Review: An immersive horror musical in a forest? Yes, please

‘Samca’ mixes lush design with haunting original music

What: Samca
Where: North Property of Black Creek Pioneer Village, 1000 Murray Ross Pkwy.
When: Now, until Sat., Oct. 5
Highlight: The show’s Greek chorus, an octet of forest spirits
Rating: NNNN (out of 5)
Why you should go: Samca lives up to its tantalizing supernatural concept.

THE JOURNEY TO Riot King and Spindle Collective’s immersive horror musical Samca could be a challenge on The Amazing Race Canada. You first travel half an hour north on the TTC’s Line 1, to Highway 407 Station. Then, as cars whiz by, you walk south for 10 minutes until you reach a gate that opens onto a forest clearing. There, beneath slips of yew, a cauldron bubbles with Natalia Bushnik and Kathleen Welch’s potent, fable-like potion of a show.

Directed by Riot King creative director Brendan Kinnon, the 90-minute production generates a thick atmosphere with the plot almost secondary. Still: set in late-19th-century Romania, the show concerns a pair of orphaned sisters, the 15-year-old Miha (Bushnik) and the 21-year-old Prava (Welch). After a sexual assault leaves the wide-eyed Miha pregnant, Prava finds herself stepping into a kind of matriarchal role despite having trauma of her own to sort through.

Witch-related musicals are their own genre at this point: although Wicked’s the obvious pick, a recent entry is Lucy Kirkwood and Dave Malloy’s adaptation of Roald Dahl’s The Witches, which premiered at the National Theatre in London, England last year. For more, look to the Toronto Fringe skies, where a pair entitled Omen: The Musical and So Mote It Be, played in 2019 and 2022 respectively.

So, it’s refreshing that Bushnik and Welch relegate the show’s witchiness to the realm of subtext. Prava and Miha whisper about someone named Samca, who steals children from their parents, often right from the womb. But this malevolent figure, for the most part, remains an enigmatic off-stage presence. More prominent are the Zâne, an octet of spirits that lurk in the forest, acting as guides to the sisters as well as the show’s Greek chorus.

The Samca design team deftly navigates their unconventional space. Franco Pang’s sanguine lighting and Ciaran Connaire’s rustic wood set are both surprisingly complex, considering the production’s scrappy indie scale. And while the audience sits in one location for most of Samca, the show’s conflagrant climax occurs in the round with standing spectators forming a kind of witch’s circle in the middle of a barren field as lights flash and realism peels away.

No sound designer is credited, likely because the cast performs Welch’s bewitching music without amplification — a welcome choice, even if it means competing with yelping raccoons and speeding trucks. The Zâne supplement this ambience with backing music played on a bevy of stringed instruments, an element that heats up toward Samca’s second half.

The performances are seriously physical. The Zâne can often be spotted on their hands and knees, climbing through grass and dirt. But when the actors do open their mouths, clarity abounds; through whatever distractions, they guide us through the narrative with a confident, forceful hand. There are, if anything, a scattering of moments when the performers push too hard — yet as the run progresses and they settle into the material, I’m sure they’ll find places to sprinkle in a dash more restraint.

Does Samca frighten? I’m not so sure. But its runic aura vibrates with mystery, and its moon-silvered visual world envelops — so I’d say the show more than lives up to its tantalizing supernatural concept.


* _TASK DIRECTIONS_:
Lines from the one with "xyxy pixel coordinates" to the end of the material, both included: print them exactly and print nothing else. Omit the pictures.

⟨

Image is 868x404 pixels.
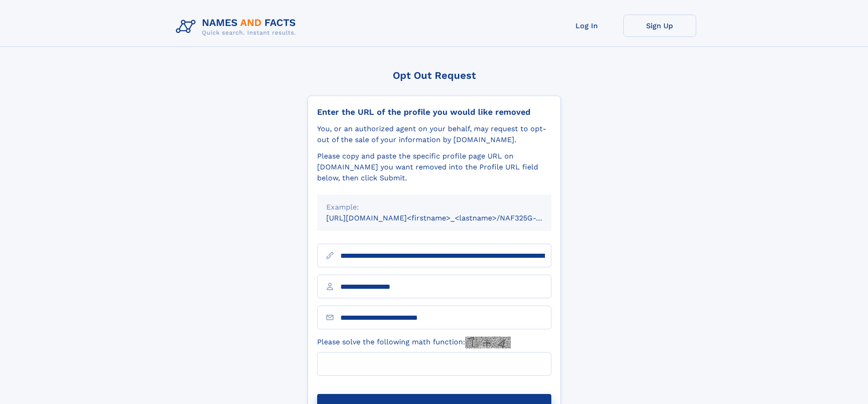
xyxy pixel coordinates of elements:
div: Enter the URL of the profile you would like removed [317,107,551,117]
div: You, or an authorized agent on your behalf, may request to opt-out of the sale of your informatio... [317,123,551,145]
div: Example: [326,202,542,213]
a: Log In [551,15,623,37]
small: [URL][DOMAIN_NAME]<firstname>_<lastname>/NAF325G-xxxxxxxx [326,214,568,222]
div: Please copy and paste the specific profile page URL on [DOMAIN_NAME] you want removed into the Pr... [317,151,551,184]
img: Logo Names and Facts [172,15,303,39]
div: Opt Out Request [308,70,561,81]
a: Sign Up [623,15,696,37]
label: Please solve the following math function: [317,337,511,348]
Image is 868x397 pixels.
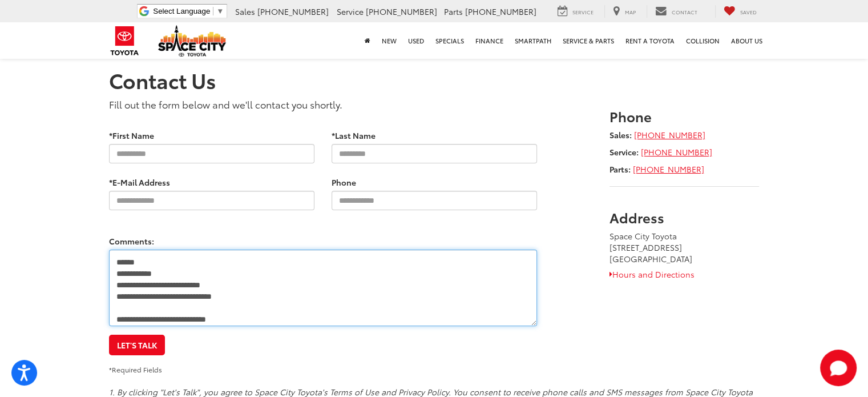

⟩

* _EXERCISE OUTPUT_:
xyxy pixel coordinates of elements:
div: Enter the URL of the profile you would like removed [317,107,551,117]
div: You, or an authorized agent on your behalf, may request to opt-out of the sale of your informatio... [317,123,551,145]
div: Example: [326,202,542,213]
a: Log In [551,15,623,37]
small: [URL][DOMAIN_NAME]<firstname>_<lastname>/NAF325G-xxxxxxxx [326,214,568,222]
div: Please copy and paste the specific profile page URL on [DOMAIN_NAME] you want removed into the Pr... [317,151,551,184]
img: Logo Names and Facts [172,15,303,39]
div: Opt Out Request [308,70,561,81]
a: Sign Up [623,15,696,37]
label: Please solve the following math function: [317,337,511,348]
Image is 868x397 pixels.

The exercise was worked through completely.